Wasserstein Gradient Flows for Optimizing Gaussian Mixture Policies
This addresses the need for stable and efficient policy adaptation in robotics, particularly for unseen task conditions, though it is incremental as it builds on existing probabilistic policy structures.
The paper tackled the problem of adapting robot motion policies to new tasks by proposing a policy optimization method that leverages the structure of Gaussian mixture models, casting it as an optimal transport problem with Wasserstein gradient flows, and showed that it outperforms baselines in task success rate and low-variance solutions.
Robots often rely on a repertoire of previously-learned motion policies for performing tasks of diverse complexities. When facing unseen task conditions or when new task requirements arise, robots must adapt their motion policies accordingly. In this context, policy optimization is the \emph{de facto} paradigm to adapt robot policies as a function of task-specific objectives. Most commonly-used motion policies carry particular structures that are often overlooked in policy optimization algorithms. We instead propose to leverage the structure of probabilistic policies by casting the policy optimization as an optimal transport problem. Specifically, we focus on robot motion policies that build on Gaussian mixture models (GMMs) and formulate the policy optimization as a Wassertein gradient flow over the GMMs space. This naturally allows us to constrain the policy updates via the $L^2$-Wasserstein distance between GMMs to enhance the stability of the policy optimization process. Furthermore, we leverage the geometry of the Bures-Wasserstein manifold to optimize the Gaussian distributions of the GMM policy via Riemannian optimization. We evaluate our approach on common robotic settings: Reaching motions, collision-avoidance behaviors, and multi-goal tasks. Our results show that our method outperforms common policy optimization baselines in terms of task success rate and low-variance solutions.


• _What to work on_
Your output should be an exact copy of the records, with no pictures in it.

-=-=-

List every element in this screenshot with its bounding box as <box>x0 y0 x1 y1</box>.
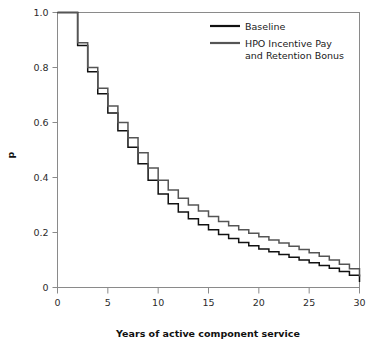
y-tick-label: 0 <box>42 282 48 293</box>
x-tick-label: 25 <box>303 297 315 308</box>
x-axis-title: Years of active component service <box>115 328 300 339</box>
x-tick-label: 15 <box>202 297 214 308</box>
y-tick-label: 0.4 <box>33 172 48 183</box>
x-tick-label: 30 <box>353 297 365 308</box>
y-tick-label: 0.2 <box>33 227 48 238</box>
chart-figure: 00.20.40.60.81.0 051015202530 Years of a… <box>0 0 384 350</box>
legend-label-hpo: HPO Incentive Pay <box>245 38 332 49</box>
y-tick-label: 0.6 <box>33 117 48 128</box>
survival-curve-chart: 00.20.40.60.81.0 051015202530 Years of a… <box>0 0 384 350</box>
legend-label-baseline: Baseline <box>245 21 285 32</box>
x-tick-label: 10 <box>152 297 164 308</box>
y-tick-label: 1.0 <box>33 7 48 18</box>
y-axis-title: p <box>5 151 16 158</box>
x-tick-label: 5 <box>105 297 111 308</box>
legend-label-hpo-line2: and Retention Bonus <box>245 50 344 61</box>
y-tick-label: 0.8 <box>33 62 48 73</box>
x-tick-label: 20 <box>253 297 265 308</box>
x-tick-label: 0 <box>54 297 60 308</box>
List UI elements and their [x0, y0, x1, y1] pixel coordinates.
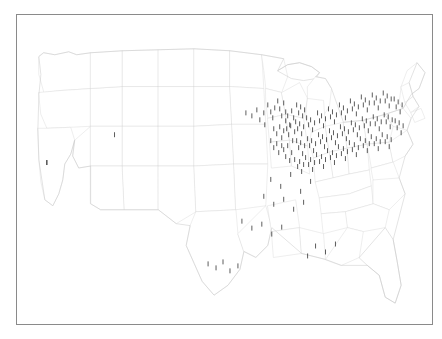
- state-boundaries: [38, 49, 425, 303]
- us-point-map: [17, 15, 432, 324]
- figure-canvas: [0, 0, 442, 339]
- plot-frame: [16, 14, 433, 325]
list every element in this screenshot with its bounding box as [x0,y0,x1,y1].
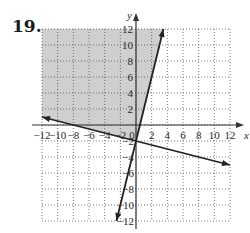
y-tick-label: 12 [122,23,133,35]
y-tick-label: −2 [122,135,134,147]
x-tick-label: −4 [99,129,111,141]
x-tick-label: −6 [83,129,95,141]
y-tick-label: 8 [128,55,134,67]
x-tick-label: 4 [165,129,171,141]
y-tick-label: 4 [128,87,134,99]
line-arrow-icon [42,116,50,122]
y-tick-label: −12 [117,215,134,227]
line-arrow-icon [222,160,230,166]
y-tick-label: −10 [117,199,135,211]
x-tick-label: 10 [209,129,221,141]
x-axis-arrow-icon [236,122,244,128]
x-tick-label: −10 [49,129,67,141]
x-tick-label: 8 [196,129,202,141]
x-tick-label: 2 [149,129,155,141]
y-tick-label: −4 [122,151,134,163]
x-tick-label: −8 [67,129,79,141]
y-tick-label: 10 [122,39,134,51]
inequality-graph: −12−10−8−6−4−202468101224681012−2−4−6−8−… [0,0,250,233]
y-tick-label: 6 [128,71,134,83]
x-tick-label: 6 [180,129,186,141]
y-tick-label: 2 [128,103,134,115]
x-axis-label: x [243,129,249,141]
y-axis-arrow-icon [133,13,139,21]
y-tick-label: −6 [122,167,134,179]
y-axis-label: y [126,9,132,21]
shaded-region [42,29,163,141]
y-tick-label: −8 [122,183,134,195]
x-tick-label: −12 [33,129,50,141]
x-tick-label: 12 [225,129,236,141]
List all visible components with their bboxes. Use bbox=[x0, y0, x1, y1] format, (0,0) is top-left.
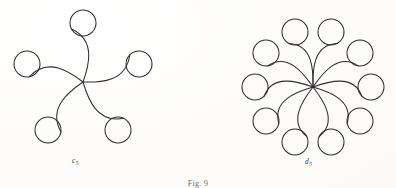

-=-=-

• _Answer section_
List every element in this screenshot with its bounding box as <box>x0 y0 x1 y1</box>.
y-tick-label: 0 <box>42 282 48 293</box>
x-tick-label: 25 <box>303 297 315 308</box>
x-axis-title: Years of active component service <box>115 328 300 339</box>
x-tick-label: 15 <box>202 297 214 308</box>
y-tick-label: 0.4 <box>33 172 48 183</box>
x-tick-label: 30 <box>353 297 365 308</box>
y-tick-label: 0.2 <box>33 227 48 238</box>
chart-figure: 00.20.40.60.81.0 051015202530 Years of a… <box>0 0 384 350</box>
legend-label-hpo: HPO Incentive Pay <box>245 38 332 49</box>
y-tick-label: 0.6 <box>33 117 48 128</box>
survival-curve-chart: 00.20.40.60.81.0 051015202530 Years of a… <box>0 0 384 350</box>
legend-label-baseline: Baseline <box>245 21 285 32</box>
x-tick-label: 10 <box>152 297 164 308</box>
y-tick-label: 1.0 <box>33 7 48 18</box>
y-axis-title: p <box>5 151 16 158</box>
x-tick-label: 5 <box>105 297 111 308</box>
legend-label-hpo-line2: and Retention Bonus <box>245 50 344 61</box>
y-tick-label: 0.8 <box>33 62 48 73</box>
x-tick-label: 20 <box>253 297 265 308</box>
x-tick-label: 0 <box>54 297 60 308</box>
List UI elements and their [x0, y0, x1, y1] pixel coordinates.
- state-boundaries: [38, 49, 425, 303]
- us-point-map: [17, 15, 432, 324]
- figure-canvas: [0, 0, 442, 339]
- plot-frame: [16, 14, 433, 325]
list every element in this screenshot with its bounding box as [x0,y0,x1,y1].
y-tick-label: 12 [122,23,133,35]
y-tick-label: −2 [122,135,134,147]
x-tick-label: −4 [99,129,111,141]
x-tick-label: −6 [83,129,95,141]
y-tick-label: 8 [128,55,134,67]
x-tick-label: 4 [165,129,171,141]
y-tick-label: 4 [128,87,134,99]
line-arrow-icon [42,116,50,122]
y-tick-label: −12 [117,215,134,227]
line-arrow-icon [222,160,230,166]
y-tick-label: −10 [117,199,135,211]
x-tick-label: 10 [209,129,221,141]
x-axis-arrow-icon [236,122,244,128]
x-tick-label: −10 [49,129,67,141]
x-tick-label: 8 [196,129,202,141]
x-tick-label: 2 [149,129,155,141]
y-tick-label: −4 [122,151,134,163]
x-tick-label: −8 [67,129,79,141]
y-tick-label: 10 [122,39,134,51]
inequality-graph: −12−10−8−6−4−202468101224681012−2−4−6−8−… [0,0,250,233]
y-tick-label: 6 [128,71,134,83]
x-tick-label: 6 [180,129,186,141]
y-tick-label: 2 [128,103,134,115]
x-axis-label: x [243,129,249,141]
y-axis-arrow-icon [133,13,139,21]
y-tick-label: −6 [122,167,134,179]
y-axis-label: y [126,9,132,21]
shaded-region [42,29,163,141]
y-tick-label: −8 [122,183,134,195]
x-tick-label: −12 [33,129,50,141]
x-tick-label: 12 [225,129,236,141]
List all visible components with their bboxes. Use bbox=[x0, y0, x1, y1] format, (0,0) is top-left.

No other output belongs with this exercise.